Measuring device reading data:
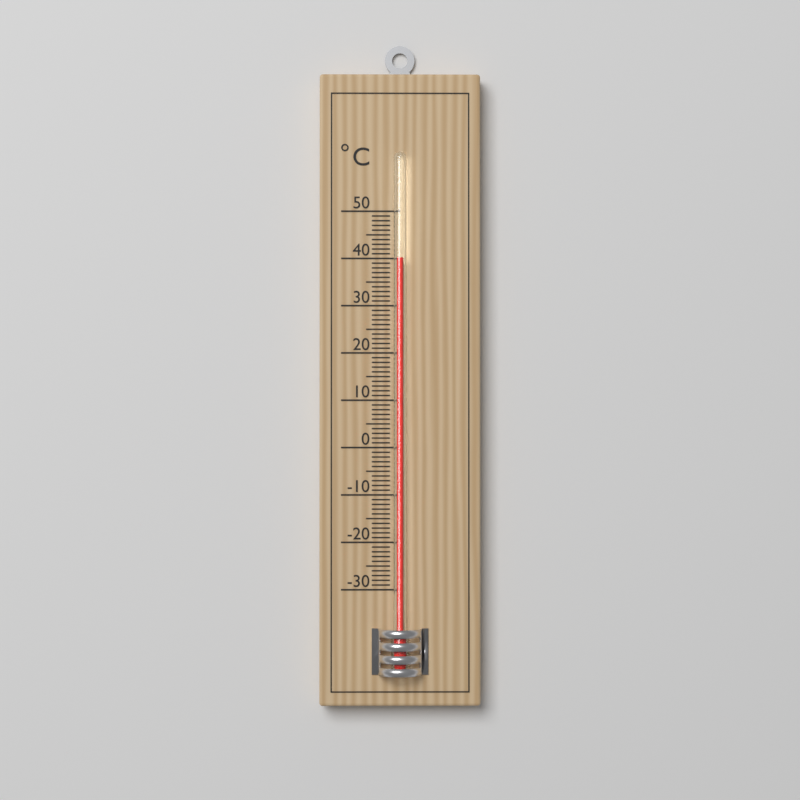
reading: 40 °C
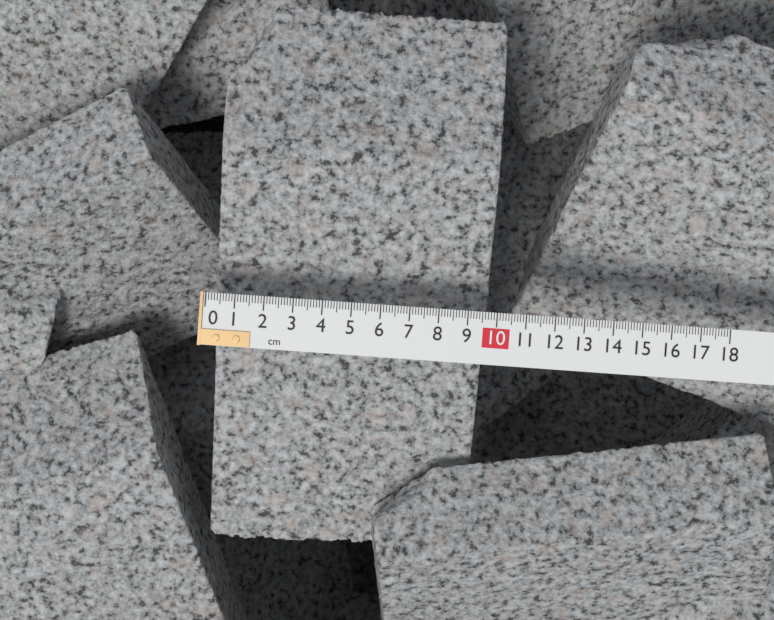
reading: 9.8 cm
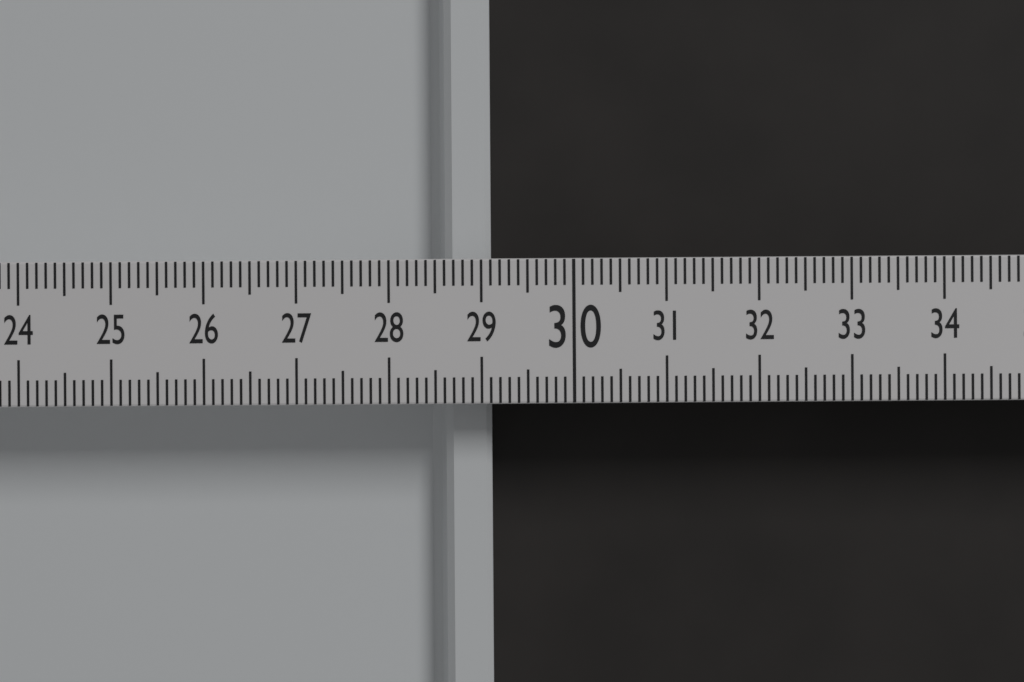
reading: 29.1 (no unit)
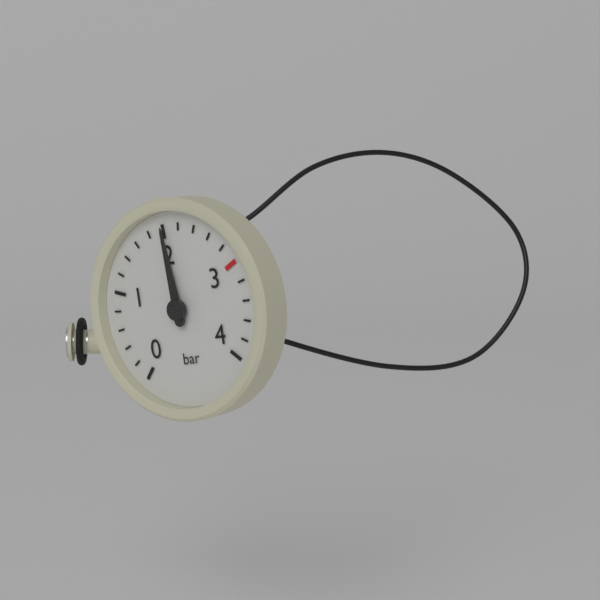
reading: 2.0 bar
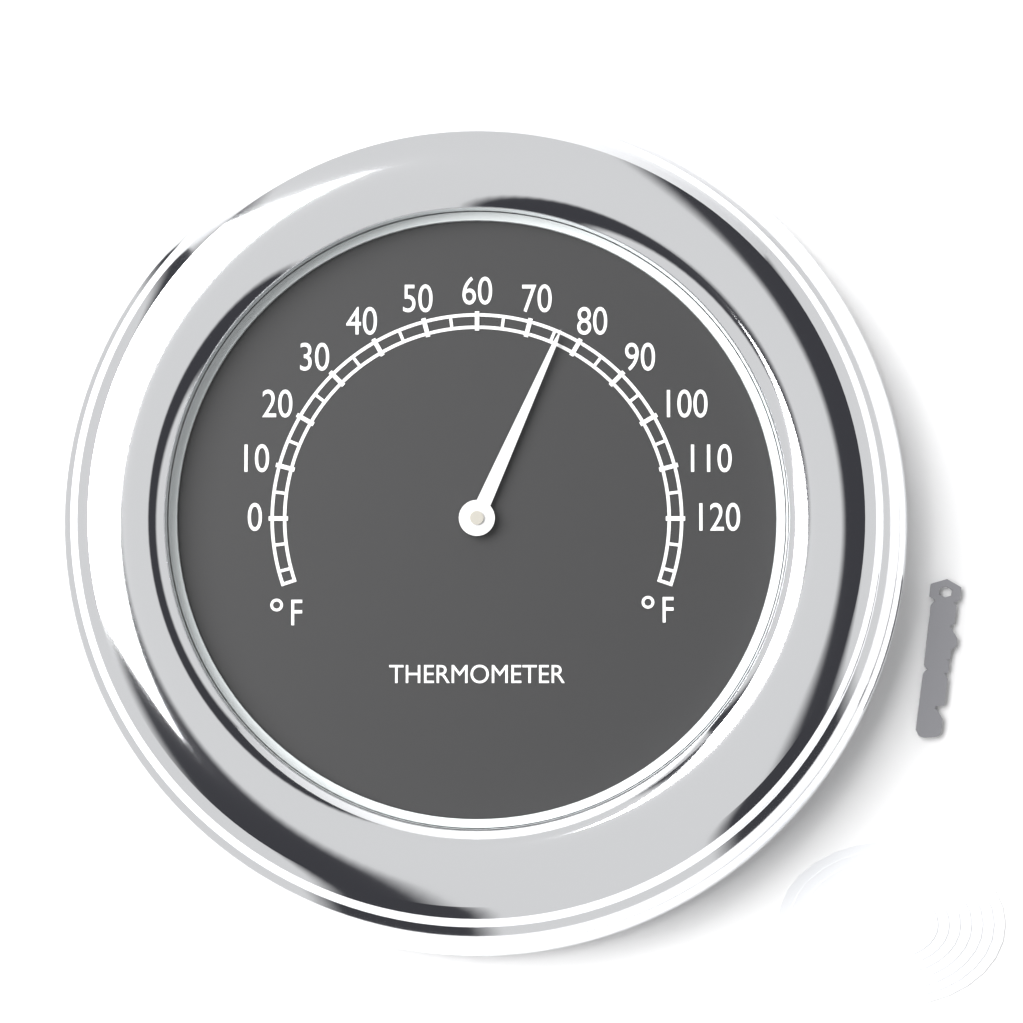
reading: 76 °F
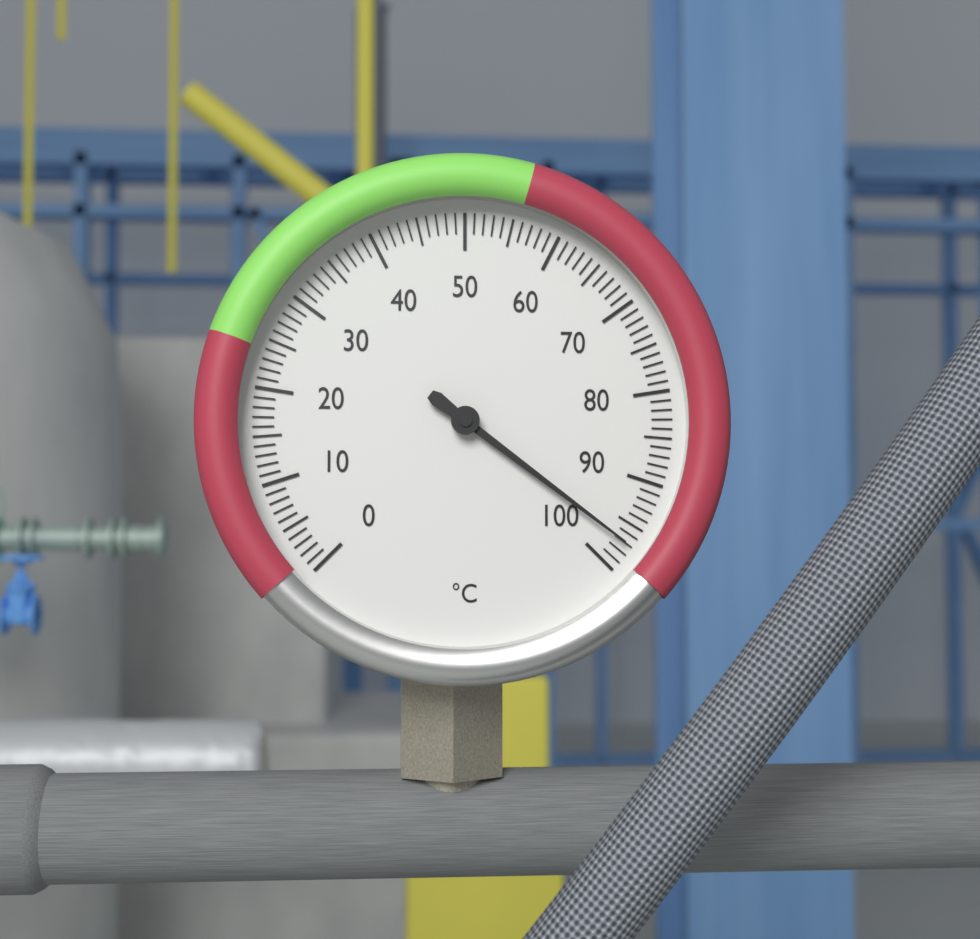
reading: 97 °C
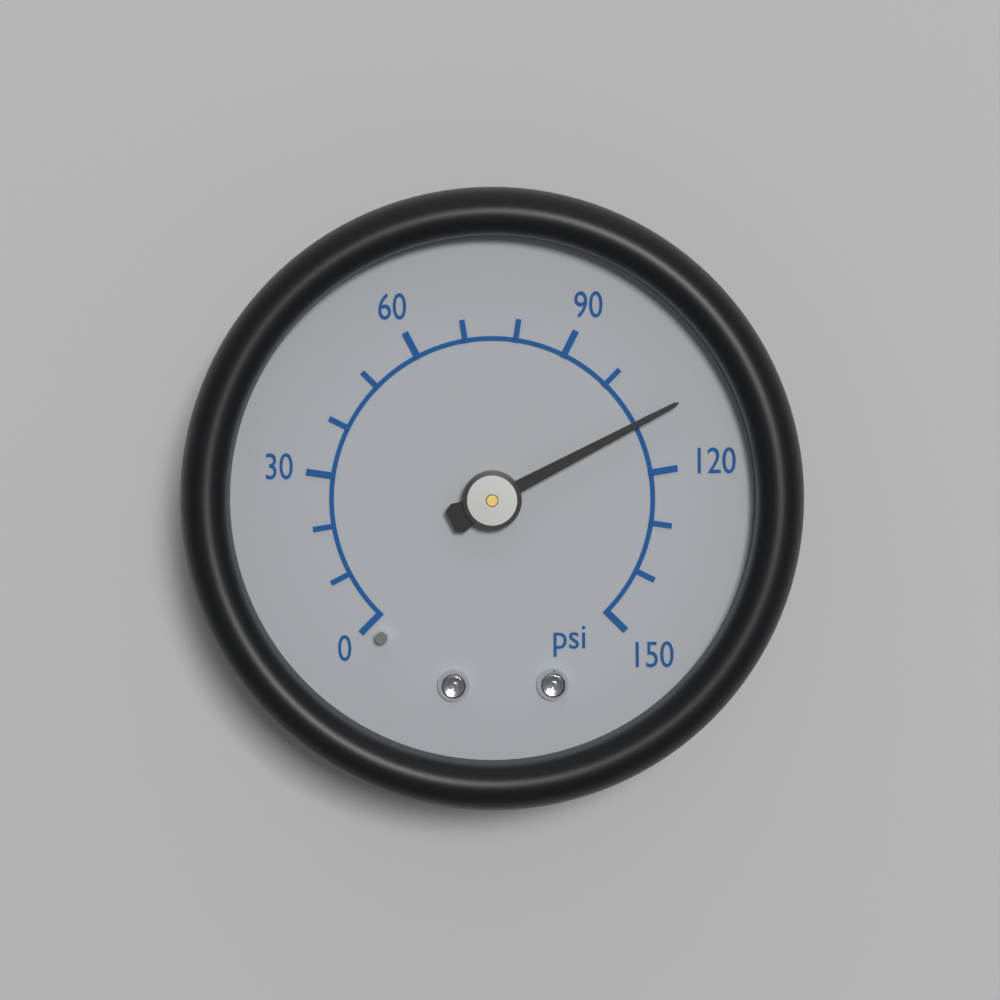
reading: 110 psi
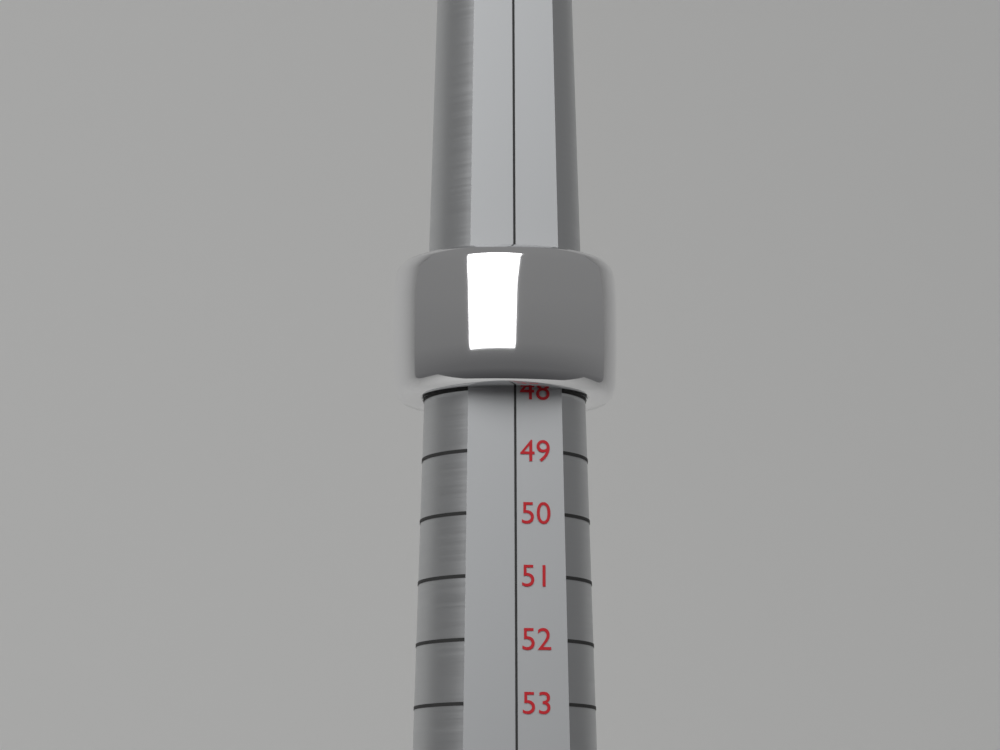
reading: 48 (no unit)
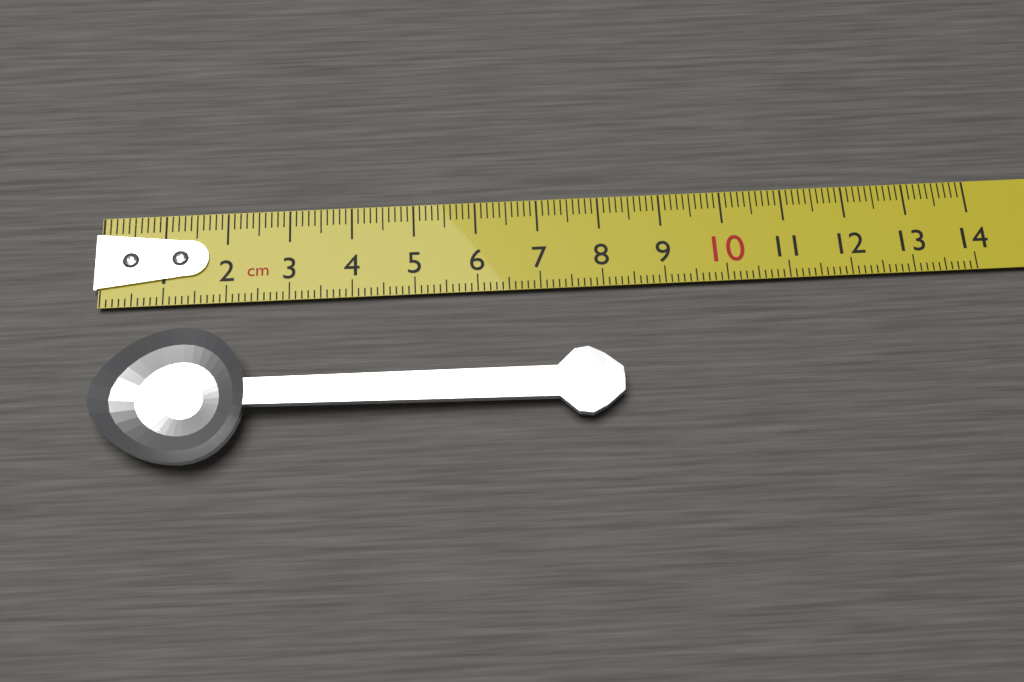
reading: 8.2 cm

** Work task **
Could you set down the data exactly as given, minus its pictures?

** Answer to this task **
reading: 40 °C
reading: 9.8 cm
reading: 29.1 (no unit)
reading: 2.0 bar
reading: 76 °F
reading: 97 °C
reading: 110 psi
reading: 48 (no unit)
reading: 8.2 cm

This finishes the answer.